With Network Affect, “the separation between nodes and edges becomes more complicated.” Indeed, the takeaway should be the relativity of this distinction, that nodes and edges can be inverted such that subject-predicate formalisms of substantialism give way to a process orientation. But we need not accept such a constrained idea of the network in its node/edge formulation; in fact, the constraints of Network Effect may derive from Thacker’s critical perspective.

It appears that Bergson’s philosophy is incommensurable with network science, perhaps even with the concept of the network. According to Bergsonist intuition, the moment one chooses to include the idea of the network in a philosophical premise, one ceases to do philosophy and instead crosses over into technical modes of reflection. Thacker’s Bergsonist critique of network science makes a decent point: namely that network science abstracts from the reality it presumes to present directly, and instead measures an effect of a more fundamental and self-propagating network of relations. But in addition to combating the metaphysical presuppositions bound up with such popularized accounts of science, the philosopher (or the theoretical critic) ought to attend to the concepts themselves in order to ascertain the effectivity of their transformation of reality into knowledge within reality. What is ultimately limiting in Bergson’s line of demarcation between the mathematician’s spatialization of time and the philosopher’s intuition of something’s inner duration is that both conceive of the knower as merely that, a knower set at a distance from the known.
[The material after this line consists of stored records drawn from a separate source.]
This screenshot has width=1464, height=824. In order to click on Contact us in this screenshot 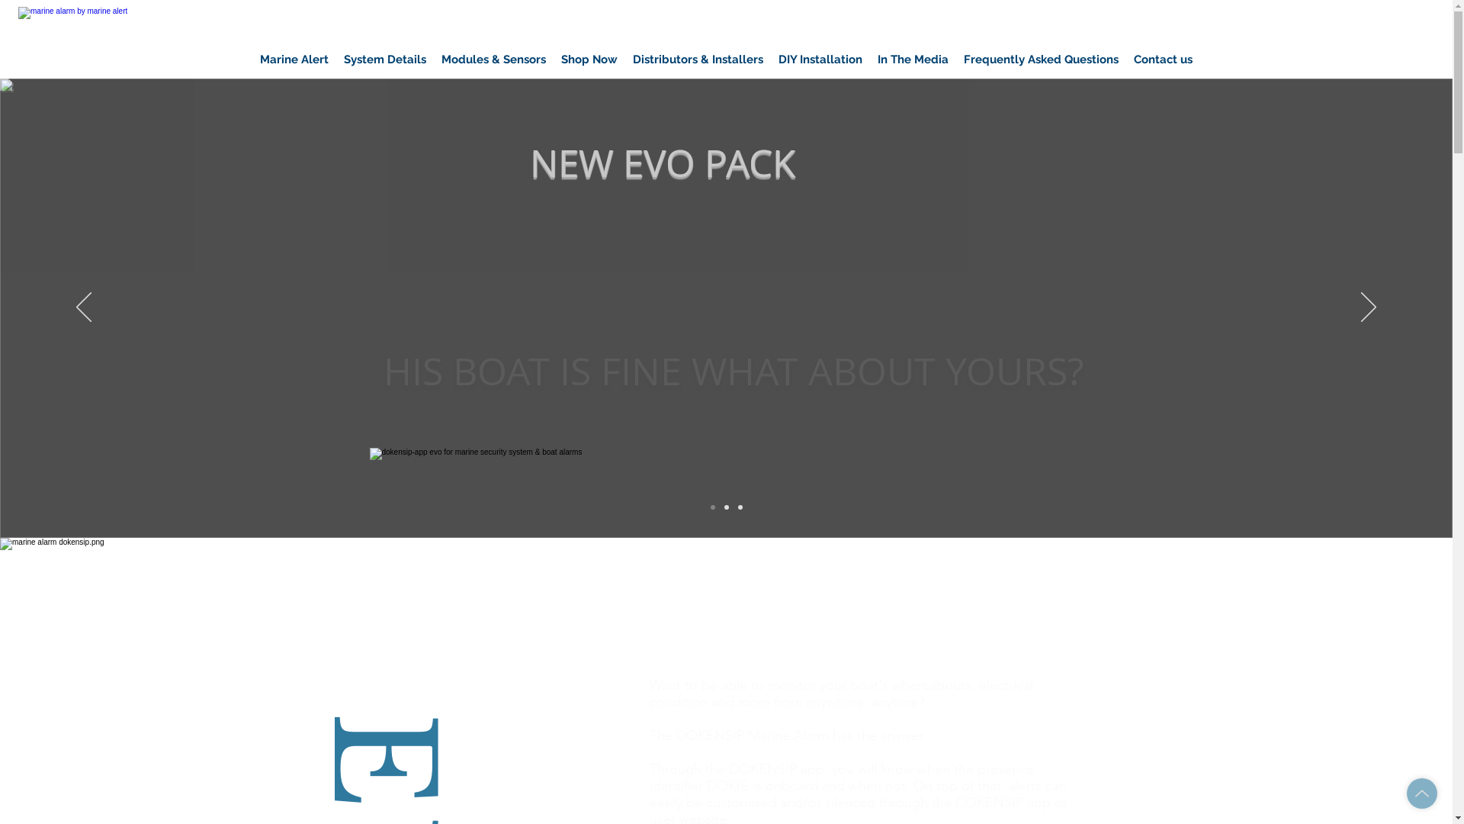, I will do `click(1164, 59)`.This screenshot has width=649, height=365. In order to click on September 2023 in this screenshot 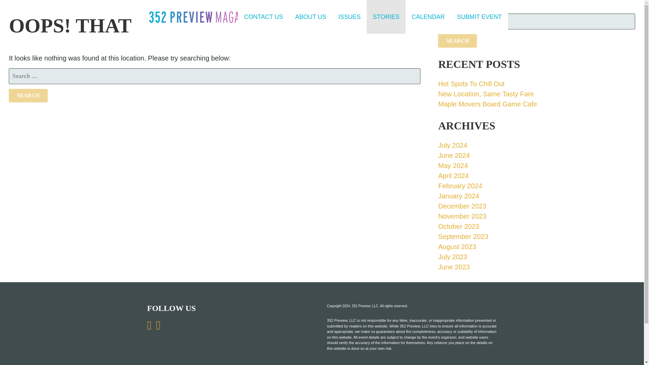, I will do `click(463, 237)`.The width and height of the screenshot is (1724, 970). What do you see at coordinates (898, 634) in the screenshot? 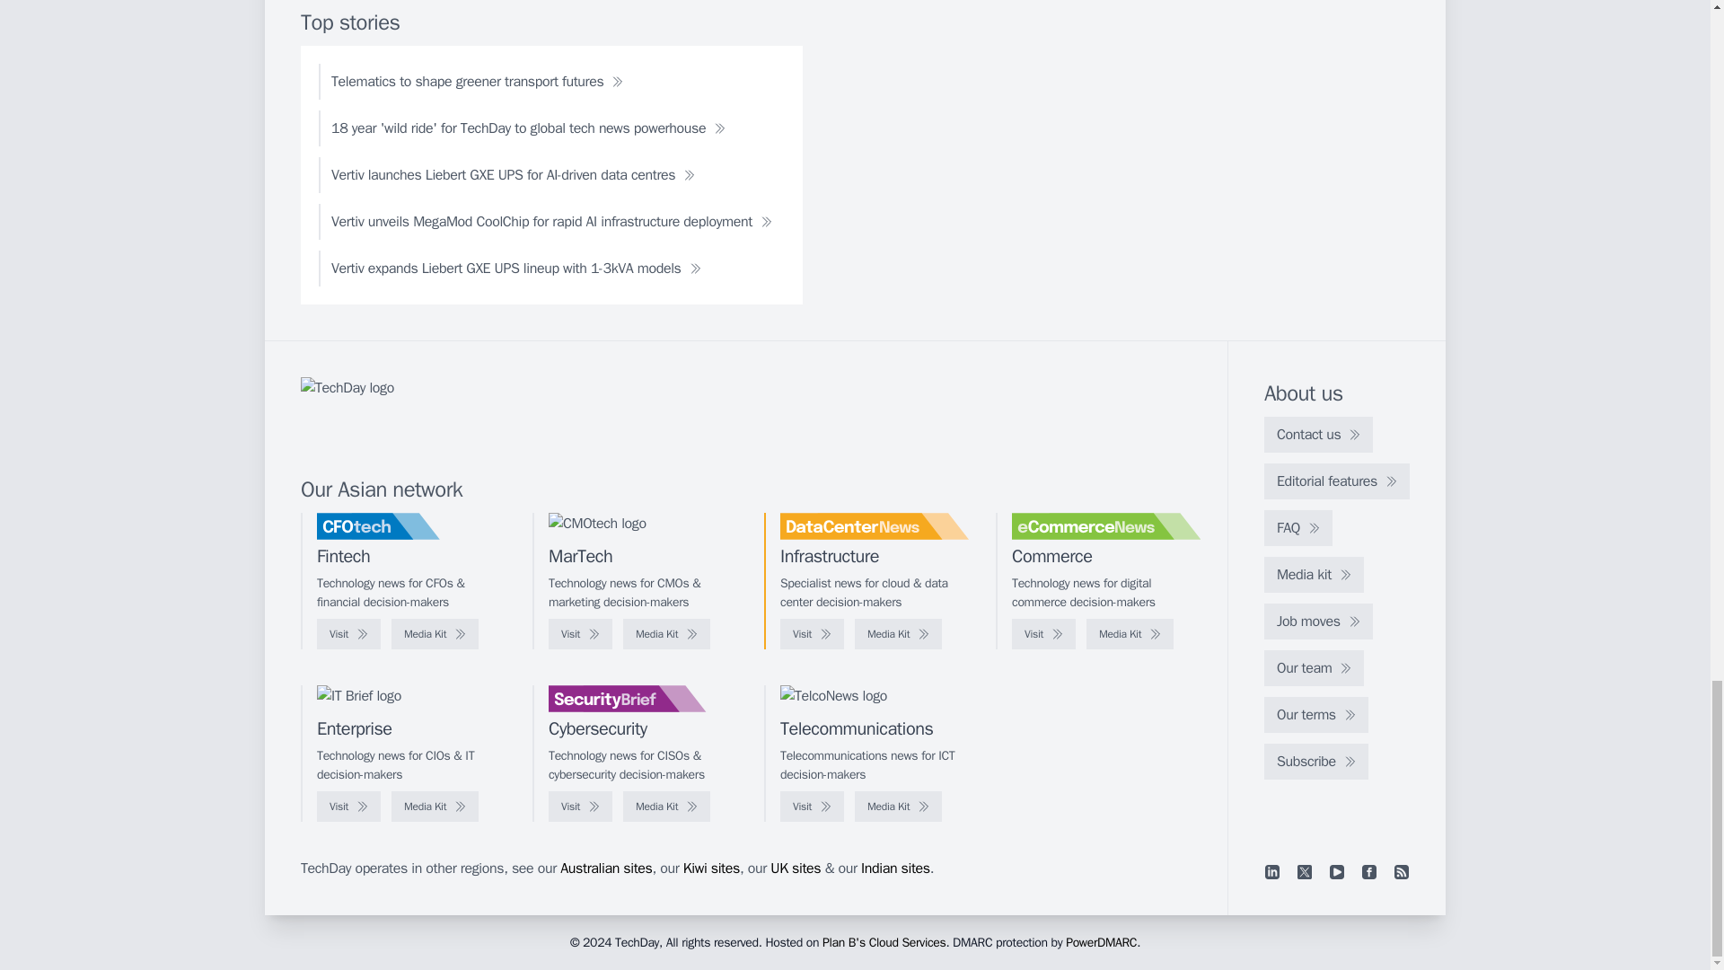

By contrast, Louis Althusser informs us that Marx’s “theoretical anti-humanism,” part and parcel of his philosophy of praxis, recognizes how “a double relation: a relation between groups of men concerning the relation between these groups of men and things, the means of production”—how this relation already reduces human beings to categories so far as those people participate in those relations. [20] Socially descriptive categories therefore have an active reality that includes practices of action and of knowledge. This means that the conventional distinction between theory and praxis, between head and hand, is itself an artificial division. Accordingly, the division between Network Effect (on the side of knowledge) and Network Affect (on the side of action) follows formal logic’s definition of contradiction, each leaving out what the other is, but in an exclusionary way such that either side cannot countenance a reciprocal participation. This strong distinction of Thacker’s may ultimately stem from Bergson’s spiritualism, which, no matter how progressive it can get, always returns to a dualistic ontology that stages an eternal struggle between matter and some temporal principle such as memory, spirit, or élan vital.
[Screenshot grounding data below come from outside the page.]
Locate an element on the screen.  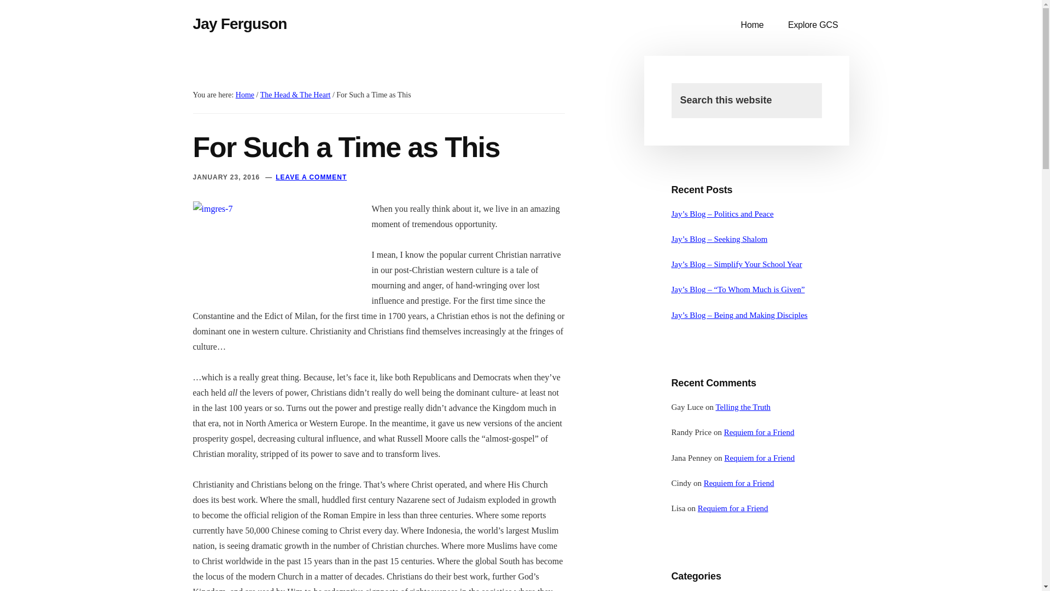
LEAVE A COMMENT is located at coordinates (311, 177).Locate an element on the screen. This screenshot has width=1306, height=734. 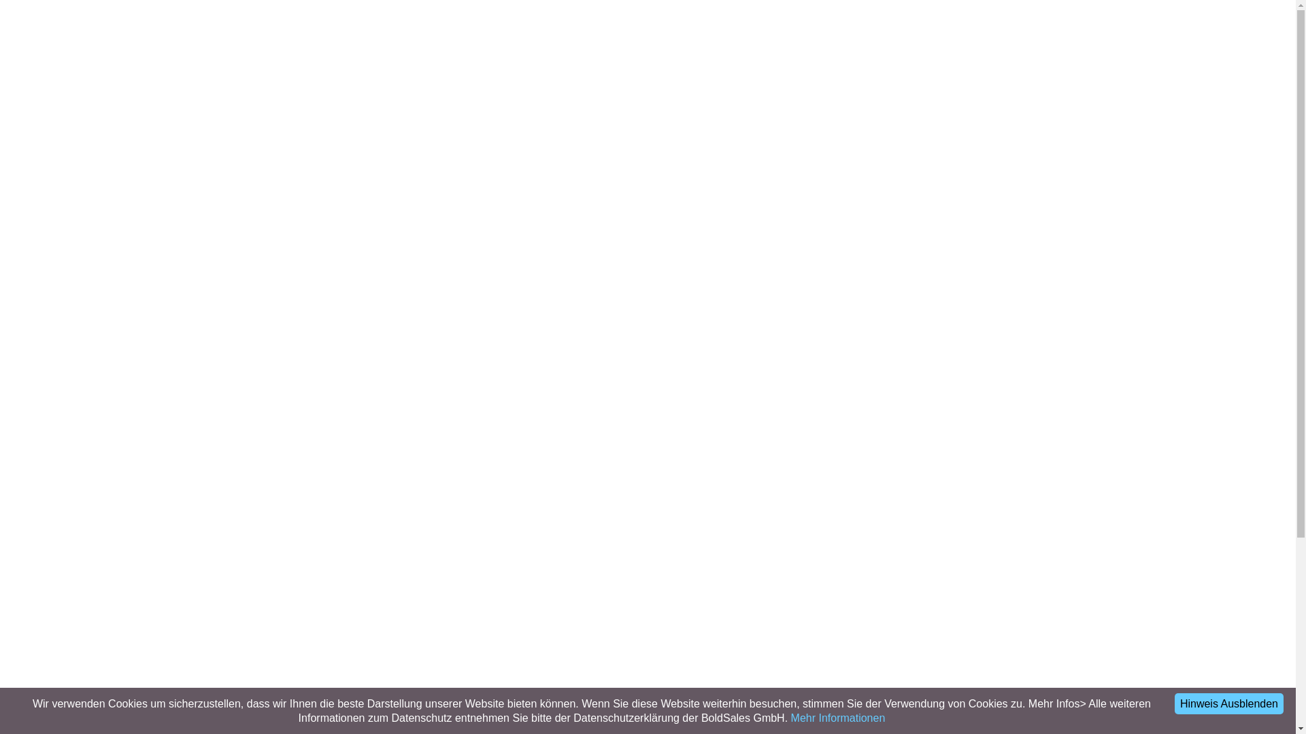
Mehr Informationen is located at coordinates (838, 718).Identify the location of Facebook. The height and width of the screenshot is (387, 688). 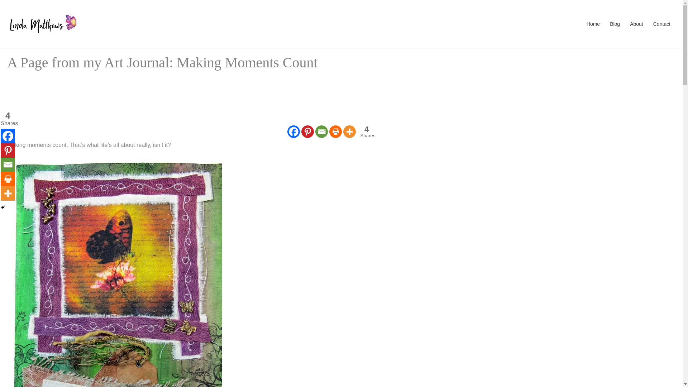
(8, 179).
Within the scope of a materialist dialectic, by contrast, we could propose that it is only by virtue of the Network Effect’s lawful (seemingly transcendent) codification of phenomena that the Network Affect’s immanent topology can be deemed “living.” But let us set aside such problematic variations of the network and return our focus to the idea of the network plain and simple. Network scientists make of the network both an active principle in their investigations and frequently the reality investigated. Now, whereas Thacker rejects the strong realist claim outright, we can reframe the network-scientific claim by rejecting its presupposition that there actually is a “reality itself” à la Kant’s noumenal thing-in-itself. [21] Since knowledge of nature actively changes that nature, and since the human is itself a part of nature, Althusser can write: “The process of knowledge adds to reality at each step its own knowledge of that reality, but at each step reality puts it in its pocket, because this knowledge is its own.” [22] Althusser immediately describes the constitution of this paradoxical and additive “distinction between object of knowledge and real object” as “a cycle, and therefore living, as long as it reproduces itself, because only the production of new knowledge keeps old knowledge alive.” Knowledge, according to this orientation, requires, indeed is, its perpetuation.